Agriculture may consume 80 percent of the water in California, and almond growers are alleged to use as much water as the Los Angeles and San Diego regions combined, but the state is still pressuring residents to cut back on their water usage. Meanwhile, more residents are questioning why beverage companies, especially Nestlé Waters, are allowed to pump water out of aquifers for pennies on the dollar during the ongoing drought and then sell it back to consumers as bottled water at a huge profit. Now the pressure is on in Sacramento, where activists say the companies are draining local aquifers of as much as 80 million gallons annually. They even formed a human barricade late last month, shutting down Nestlé’s local plant for the day.
The coalition, the “crunchnestle alliance,” complains that Sacramento Mayor Kevin Johnson and the city of Sacramento have allowed Nestlé to “drain” the city of precious groundwater with no oversight, no accountability and limits on what the company can sell back to consumers. Nestlé has responded with data suggesting the bottling plant only uses less than two-thousandths of one percent (0.0016%) of the city’s total water demand. Even if that figure were doubled, and then if the company included the amount of water used for the company’s local operations, Nestlé has a point when it states its water consumption is a relative drop compared to the total amount of water needed in Sacramento.
Like much of the ongoing debate over water in California, the arguments are over optics, not data.
Part of the reason why Nestlé has been criticized repeatedly is because of the company’s overall global reputation. Opponents of the company are quick to point out flaws in the company’s social and environmental record, and Nestlé’s responses on the public relations front are hardly helpful. Bland reminders that the company has partnered with Oxfam and is on the Dow Jones Sustainability Index, along with Nestlé’s reminders that it is a leader in “healthy hydration,” frequently come across as condescending. Such platitudes also do not answer the question whether the company is genuinely transparent about its operations in Sacramento, the High Desert, or other regions where it churns tap water into a “healthy alternative to other beverages.”
But at the same time, allegations about paramilitary death squads in Colombia murdering Nestlé trade unionists do not build or destroy the case whether Nestlé is running a responsible water bottling plant in California’s state capital.
True, anyone who knows how to use a calculator and is conscious about waste can make the statement buying bottled water is little better than throwing your money in the trash can—and the vast majority of those plastic bottles thrown away end up in landfills, not recycled or upcycled into cool sports gear. And yes, Nestlé, we know bottled water is a safe means of hydration during a natural disaster or humanitarian crisis, but we are discussing California, not Haiti.

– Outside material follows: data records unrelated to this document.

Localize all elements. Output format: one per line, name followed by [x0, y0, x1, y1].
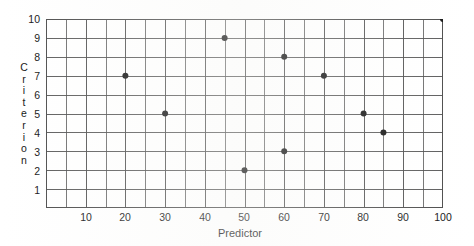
- y-tick-label-6: 6: [22, 90, 40, 101]
- x-tick-label-80: 80: [348, 212, 378, 223]
- data-point: [281, 148, 287, 154]
- x-tick-label-30: 30: [150, 212, 180, 223]
- y-tick-label-3: 3: [22, 147, 40, 158]
- x-tick-label-60: 60: [269, 212, 299, 223]
- x-axis-title: Predictor: [0, 228, 474, 239]
- data-point: [361, 111, 367, 117]
- data-point: [122, 73, 128, 79]
- data-point: [321, 73, 327, 79]
- plot-area: [46, 19, 443, 208]
- x-tick-label-70: 70: [309, 212, 339, 223]
- data-point: [242, 167, 248, 173]
- data-point: [281, 54, 287, 60]
- y-tick-label-9: 9: [22, 33, 40, 44]
- y-tick-label-1: 1: [22, 185, 40, 196]
- y-tick-label-7: 7: [22, 71, 40, 82]
- y-tick-label-2: 2: [22, 166, 40, 177]
- x-tick-label-90: 90: [388, 212, 418, 223]
- data-point-markers: [122, 19, 443, 173]
- data-point: [380, 129, 386, 135]
- data-point: [222, 35, 228, 41]
- x-tick-label-20: 20: [110, 212, 140, 223]
- data-point: [440, 19, 443, 22]
- y-tick-label-5: 5: [22, 109, 40, 120]
- y-tick-label-4: 4: [22, 128, 40, 139]
- y-tick-label-8: 8: [22, 52, 40, 63]
- plot-canvas: [46, 19, 443, 208]
- data-point: [162, 111, 168, 117]
- scatter-plot-figure: C r i t e r i o n 10 9 8 7 6 5 4 3 2 1 1…: [0, 0, 474, 246]
- y-tick-label-10: 10: [22, 14, 40, 25]
- x-tick-label-40: 40: [190, 212, 220, 223]
- x-tick-label-100: 100: [428, 212, 458, 223]
- x-tick-label-10: 10: [71, 212, 101, 223]
- x-tick-label-50: 50: [229, 212, 259, 223]
- x-axis-title-text: Predictor: [218, 228, 262, 239]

So where should the angst over California’s water crisis be focused?
Despite all that water used to keep crops growing on California’s farms, agriculture comprises only two percent of the state’s economic output. While some local water districts have seen their water allotments slashed, the stubborn fact remains that water is still currently priced far too low considering its value. Furthermore, Governor Jerry Brown’s executive order—some analysts say in part his actions are because of the mess his father made when governor a half-century ago—relies too much on even more residential water restrictions. Telling Californians they need to conserve water even more to solve this crisis is akin to sending someone into an Uzi fight armed with a sling shot.
The Uzi fight, in this case, involve the large agribusiness interests that have said “NO” repeatedly to any more water price increases or a reduction in water allotments. Indeed, farmers in the San Joaquin Valley have made their case when they post signs saying “Food Grows Where Water Flows.” But the question that Californians need to ask is: what if a disproportionate of water flows to cultivate crops such as almonds—70 to 80 percent of which are exported and feeding people abroad? There are larger battles than Nestlé in what is becoming an increasingly bitter water war.
Image credit: Leon Kaye
Leon Kaye has written for 3p since 2010 and become executive editor in 2018. His previous work includes writing for the Guardian as well as other online and print publications. In addition, he's worked in sales executive roles within technology and financial research companies, as well as for a public relations firm, for which he consulted with one of the globe’s leading sustainability initiatives. Currently living in Central California, he’s traveled to 70-plus countries and has lived and worked in South Korea, the United Arab Emirates and Uruguay.
Leon’s an alum of Fresno State, the University of Maryland, Baltimore County and the University of Southern California's Marshall Business School. He enjoys traveling abroad as well as exploring California’s Central Coast and the Sierra Nevadas.